Turns out Pluto is home to some big-ass ice-covered volcanoes, which once barfed out liquid space slush. Photo: NASA


The Inertia

In the proverbial manhood measuring contest of our solar system, Pluto is as far from the winner as it is from the sun. The tiny planet (or dwarf planet or asteroid or whatever) is like the prepubescent boy of the solar system while, say, Jupiter is like the Ron Jeremy. But what it lacks in overall size, Pluto is slowly but surely making up for in cosmic curiosities, giving hope to growers-not-showers everywhere.

A recent report from NASA says that the New Horizons spacecraft zoomed Pluto last July and found some massive land features as seen by geothermal snapshots. The photos show possible ice volcanoes (or cyrovolcanoes), which may have only recently ceased to spew space slush, that tower as high as earth’s largest peaks.

The two seen in the photo above, named Wright Mons and Piccard Mons, are 2 and 3.5 miles high, respectively. Those heights rival even Earth’s most treacherous and towering precipice, Mt. Everest. And the smaller of the two has an opening of about 35 miles wide. For southern Californians, that’s a few miles further than Catalina Island.

“The New Horizons mission has taken what we thought we knew about Pluto and turned it upside down,” said Jim Green, director of planetary science at NASA Headquarters in Washington in a press release. “It’s why we explore – to satisfy our innate curiosity and answer deeper questions about how we got here and what lies beyond the next horizon.”
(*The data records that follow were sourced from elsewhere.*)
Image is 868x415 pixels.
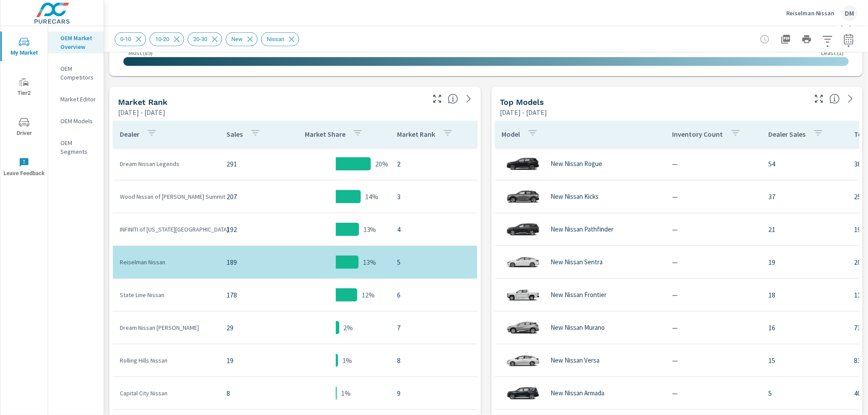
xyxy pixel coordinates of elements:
p: [DATE] - [DATE] [118,107,165,118]
img: glamour [506,380,541,406]
span: Driver [3,117,45,139]
p: 19 [227,355,274,366]
p: 8 [397,355,470,366]
p: 5 [397,257,470,267]
p: Rolling Hills Nissan [120,356,213,365]
p: 207 [227,191,274,202]
p: 13% [364,224,377,235]
p: 4 [397,224,470,235]
p: INFINITI of [US_STATE][GEOGRAPHIC_DATA] [120,225,213,234]
p: 8 [227,388,274,398]
div: OEM Segments [48,137,103,158]
img: glamour [506,249,541,275]
p: 13% [363,257,376,267]
button: Print Report [798,31,816,48]
p: New Nissan Sentra [551,258,603,266]
p: 18 [769,290,840,300]
p: OEM Competitors [60,64,97,81]
span: Leave Feedback [3,157,45,179]
p: — [673,323,755,333]
p: State Line Nissan [120,291,213,299]
span: 0-10 [115,36,137,42]
button: Make Fullscreen [812,92,827,105]
span: New [226,36,248,42]
p: 1% [343,355,352,366]
p: Dealer Sales [769,130,806,139]
p: [DATE] - [DATE] [501,107,548,118]
div: OEM Competitors [48,62,103,84]
p: — [673,388,755,398]
p: Market Editor [60,94,97,103]
p: Market Rank [397,130,436,139]
div: DM [842,5,858,21]
span: 20-30 [188,36,212,42]
span: My Market [3,36,45,58]
p: 1% [341,388,351,398]
p: Reiselman Nissan [120,258,213,267]
p: New Nissan Rogue [551,160,602,168]
p: New Nissan Pathfinder [551,225,614,233]
p: 2 [397,158,470,169]
img: glamour [506,347,541,374]
p: 9 [397,388,470,398]
p: 291 [227,158,274,169]
h5: Market Rank [118,97,167,107]
p: — [673,191,755,202]
p: New Nissan Versa [551,357,600,364]
p: 189 [227,257,274,267]
p: 2% [344,323,354,333]
p: 21 [769,224,840,235]
span: Find the biggest opportunities within your model lineup nationwide. [Source: Market registration ... [829,94,840,104]
p: 5 [769,388,840,398]
p: 37 [769,191,840,202]
p: Dream Nissan [PERSON_NAME] [120,323,213,332]
p: 7 [397,323,470,333]
img: glamour [506,282,541,308]
span: 10-20 [150,36,175,42]
div: OEM Models [48,115,103,128]
div: 10-20 [150,32,184,47]
p: 15 [769,355,840,366]
p: 178 [227,290,274,300]
a: See more details in report [462,92,476,105]
p: OEM Market Overview [60,33,97,51]
p: 54 [769,158,840,169]
p: 20% [375,158,389,169]
span: Nissan [261,36,290,42]
div: New [226,32,258,47]
p: New Nissan Kicks [551,193,600,201]
img: glamour [506,217,541,243]
a: See more details in report [844,92,858,105]
img: glamour [506,315,541,341]
p: 12% [362,290,375,300]
img: glamour [506,183,541,210]
p: — [673,158,755,169]
p: Sales [227,130,243,139]
p: 19 [769,257,840,267]
div: 20-30 [188,32,222,47]
p: — [673,257,755,267]
p: — [673,290,755,300]
button: "Export Report to PDF" [777,31,795,48]
span: Market Rank shows you how you rank, in terms of sales, to other dealerships in your market. “Mark... [448,94,458,104]
p: New Nissan Armada [551,390,605,397]
p: Inventory Count [673,130,723,139]
p: Model [502,130,520,139]
button: Apply Filters [819,31,837,48]
p: Least ( 1 ) [821,49,844,57]
p: 6 [397,290,470,300]
div: 0-10 [115,32,146,47]
p: New Nissan Frontier [551,291,607,299]
p: Capital City Nissan [120,389,213,398]
p: Wood Nissan of [PERSON_NAME] Summit [120,193,213,201]
p: 29 [227,323,274,333]
p: Most ( 89 ) [129,49,153,57]
p: 3 [397,191,470,202]
p: OEM Segments [60,139,97,156]
p: — [673,355,755,366]
p: New Nissan Murano [551,323,605,331]
div: Nissan [261,32,299,47]
p: Market Share [305,130,346,139]
p: Dealer [120,130,140,139]
span: Tier2 [3,77,45,98]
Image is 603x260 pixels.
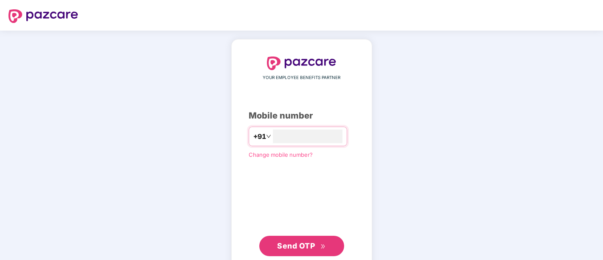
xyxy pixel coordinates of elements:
span: +91 [253,131,266,142]
span: down [266,134,271,139]
img: logo [267,56,337,70]
a: Change mobile number? [249,151,313,158]
span: Send OTP [277,241,315,250]
span: YOUR EMPLOYEE BENEFITS PARTNER [263,74,340,81]
div: Mobile number [249,109,355,122]
img: logo [8,9,78,23]
button: Send OTPdouble-right [259,236,344,256]
span: double-right [321,244,326,249]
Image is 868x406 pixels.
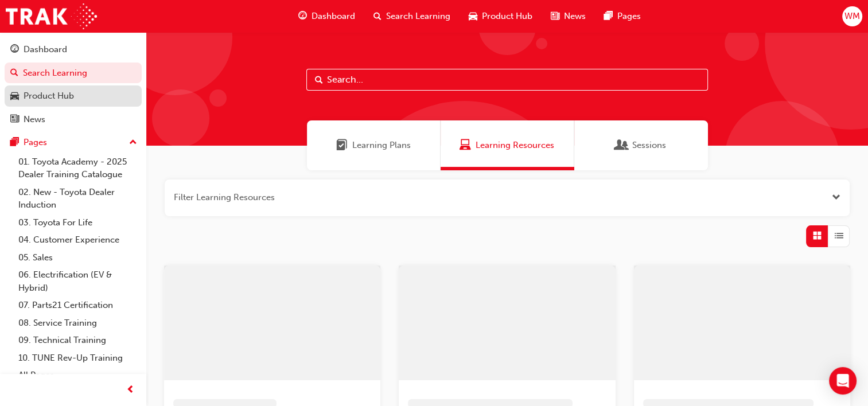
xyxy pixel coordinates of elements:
a: 01. Toyota Academy - 2025 Dealer Training Catalogue [14,153,142,184]
a: search-iconSearch Learning [364,4,460,28]
a: Product Hub [4,86,142,107]
span: Search Learning [386,10,450,23]
a: 02. New - Toyota Dealer Induction [14,184,142,214]
a: Learning PlansLearning Plans [307,121,441,171]
span: Learning Resources [476,139,554,152]
div: Open Intercom Messenger [829,367,857,395]
span: WM [844,10,860,23]
span: Grid [813,229,822,243]
span: News [564,10,586,23]
a: Dashboard [4,39,142,60]
span: List [835,229,843,243]
a: 05. Sales [14,249,142,267]
button: Pages [4,132,142,153]
span: search-icon [11,68,18,79]
span: Sessions [616,139,628,152]
button: WM [842,6,862,26]
span: news-icon [551,9,560,24]
button: Open the filter [832,191,841,204]
a: All Pages [14,367,142,384]
a: Search Learning [4,62,142,84]
span: Sessions [632,139,666,152]
a: 09. Technical Training [14,332,142,349]
a: SessionsSessions [575,121,708,171]
a: 08. Service Training [14,314,142,332]
span: Pages [617,10,641,23]
a: 03. Toyota For Life [14,214,142,232]
a: car-iconProduct Hub [460,4,541,28]
a: 06. Electrification (EV & Hybrid) [14,266,142,297]
img: Trak [6,4,97,29]
a: guage-iconDashboard [289,4,364,28]
a: 10. TUNE Rev-Up Training [14,349,142,367]
span: guage-icon [11,45,19,55]
a: 04. Customer Experience [14,231,142,249]
div: Pages [24,136,47,149]
button: DashboardSearch LearningProduct HubNews [4,37,142,132]
a: news-iconNews [541,4,595,28]
span: Search [315,74,323,87]
div: Dashboard [24,43,67,56]
div: Product Hub [24,89,74,102]
span: Learning Resources [460,139,471,152]
a: News [4,109,142,131]
span: Learning Plans [336,139,348,152]
span: pages-icon [604,9,613,24]
span: Dashboard [312,10,355,23]
a: 07. Parts21 Certification [14,297,142,314]
span: Learning Plans [352,139,411,152]
span: prev-icon [126,384,135,398]
span: news-icon [11,115,19,125]
span: pages-icon [11,137,19,148]
span: search-icon [373,9,382,24]
span: Product Hub [482,10,533,23]
span: up-icon [129,136,137,151]
div: News [24,113,46,126]
input: Search... [307,69,708,91]
span: car-icon [469,9,477,24]
span: guage-icon [298,9,307,24]
a: Learning ResourcesLearning Resources [441,121,575,171]
a: pages-iconPages [595,4,650,28]
span: car-icon [11,91,19,102]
Aside from being valuable information about a distant world and solidifying man’s scientific grasp of the universe, this is HUGE news for Pluto. Now they have some ammo to fire at the other larger, much more endowed planets. If anything, it’s a confidence booster…and Pluto needed it after that whole “not a real planet” thing.

This adds credence to the age old planetary saying: It’s not the size of the planet that matters, but how you…spew gaseous, half-frozen space liquid from it via gigantic ice volcanoes.